**TASK DETAILS**
From the data that follows, print exactly the lines starting at the one containing "You are a GUI" and ending at the one containing "Image resolution: width=405"; include both of them and nothing more.

**WORKING DATA**
^^^^^^^^^^^^^^^^

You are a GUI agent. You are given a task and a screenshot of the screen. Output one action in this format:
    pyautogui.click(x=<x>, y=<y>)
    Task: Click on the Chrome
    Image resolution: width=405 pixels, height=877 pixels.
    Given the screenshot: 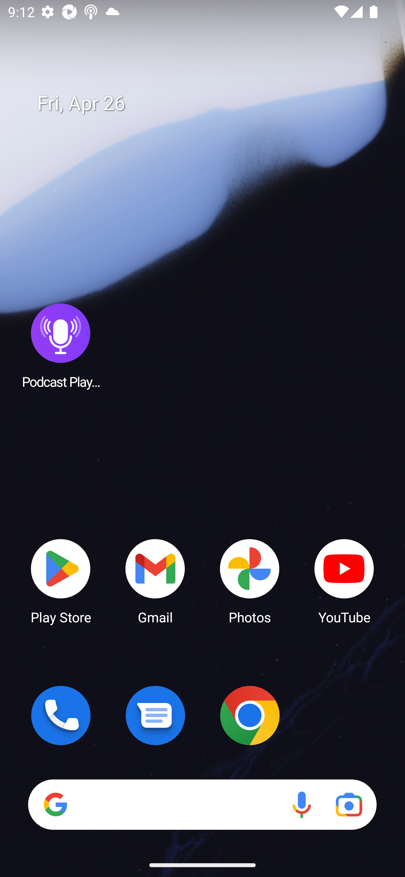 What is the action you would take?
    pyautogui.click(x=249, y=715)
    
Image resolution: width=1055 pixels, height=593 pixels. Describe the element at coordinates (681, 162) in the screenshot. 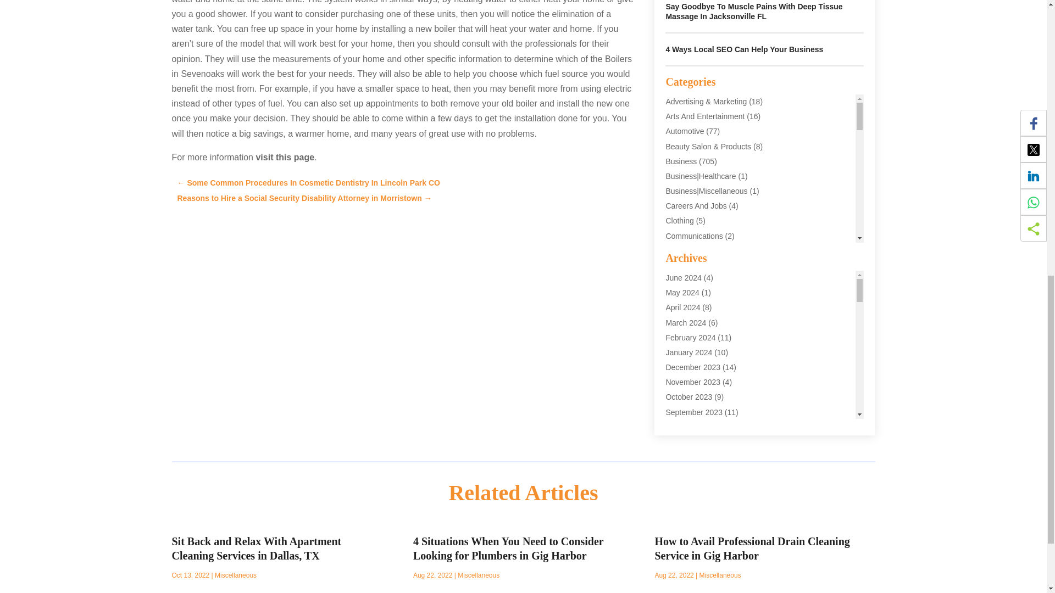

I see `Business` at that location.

^^^^^^^^^^^^^^^^

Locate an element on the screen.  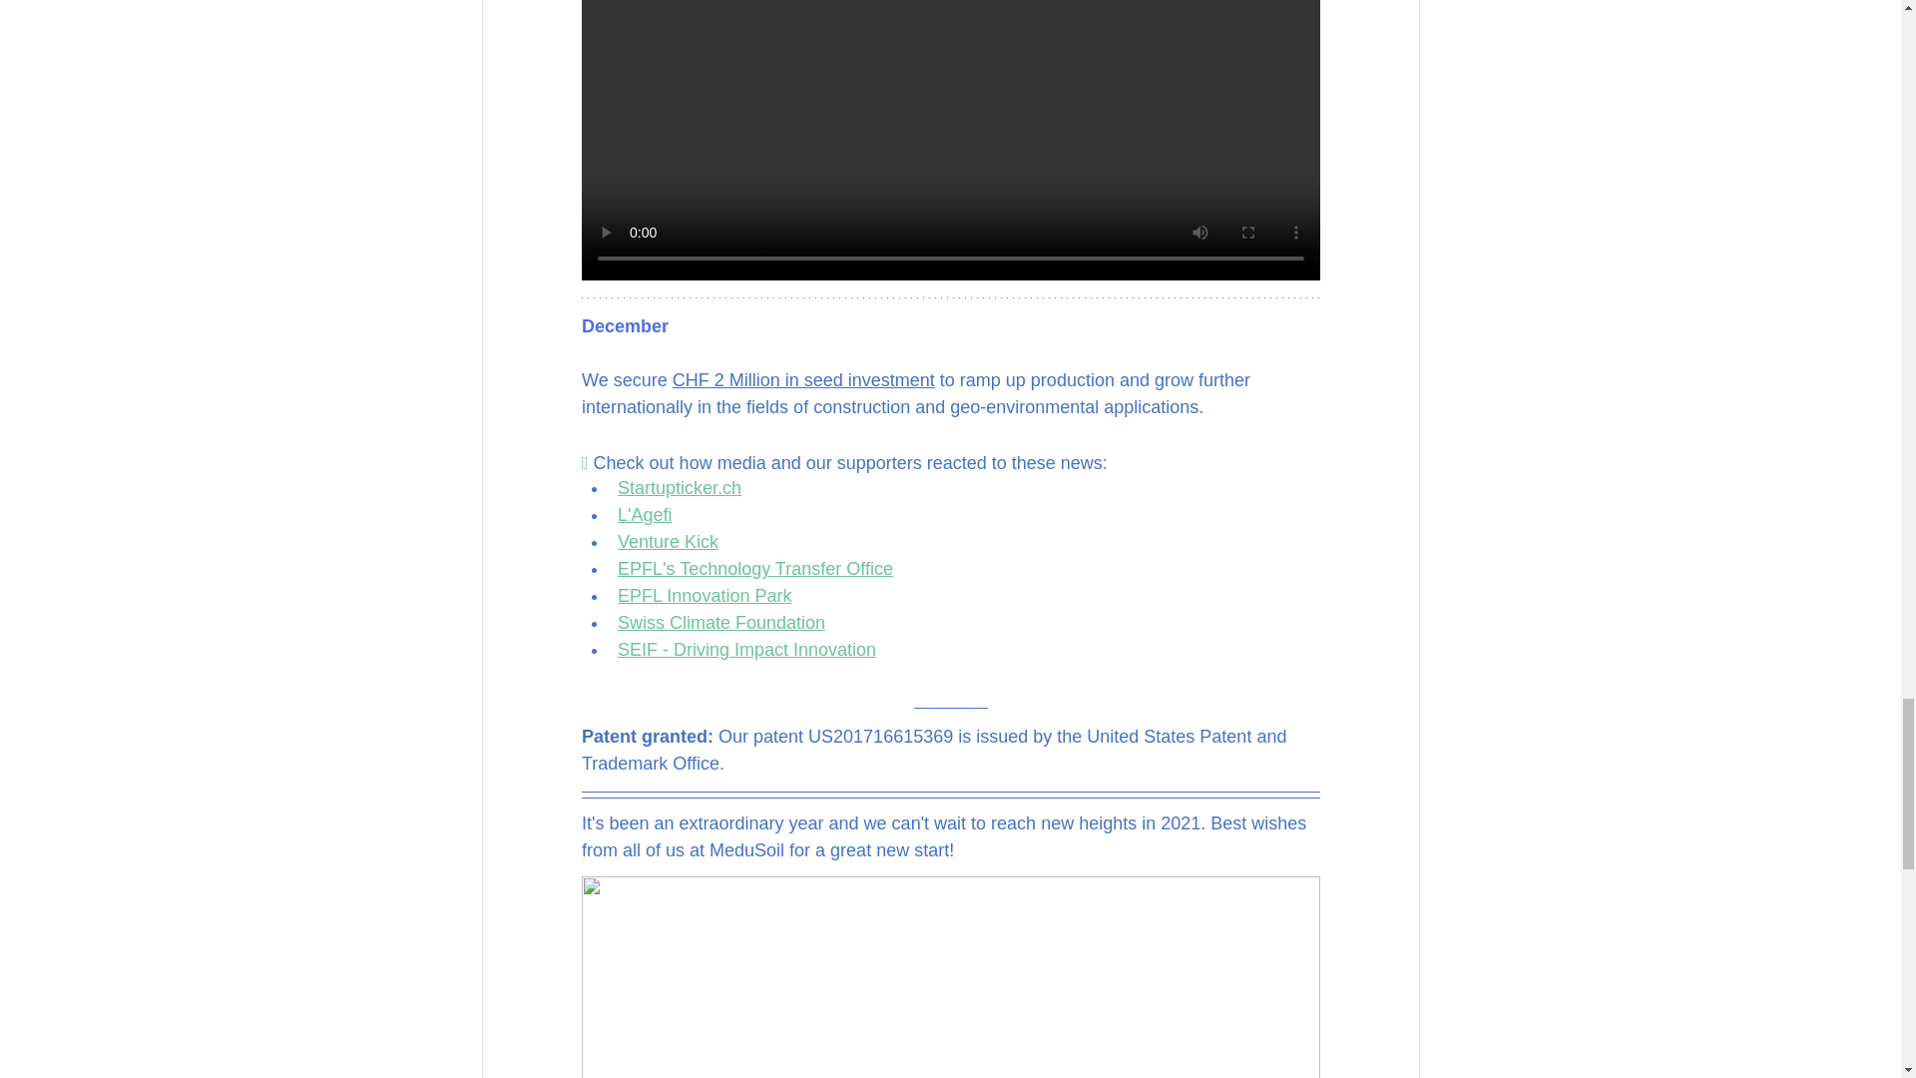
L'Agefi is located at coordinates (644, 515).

^^^^^^^^^^^^^^^^

**PROBLEM SOLUTION**
You are a GUI agent. You are given a task and a screenshot of the screen. Output one action in this format:
    pyautogui.click(x=<x>, y=<y>)
    Task: Click on the Chrome
    Image resolution: width=405 pixels, height=877 pixels.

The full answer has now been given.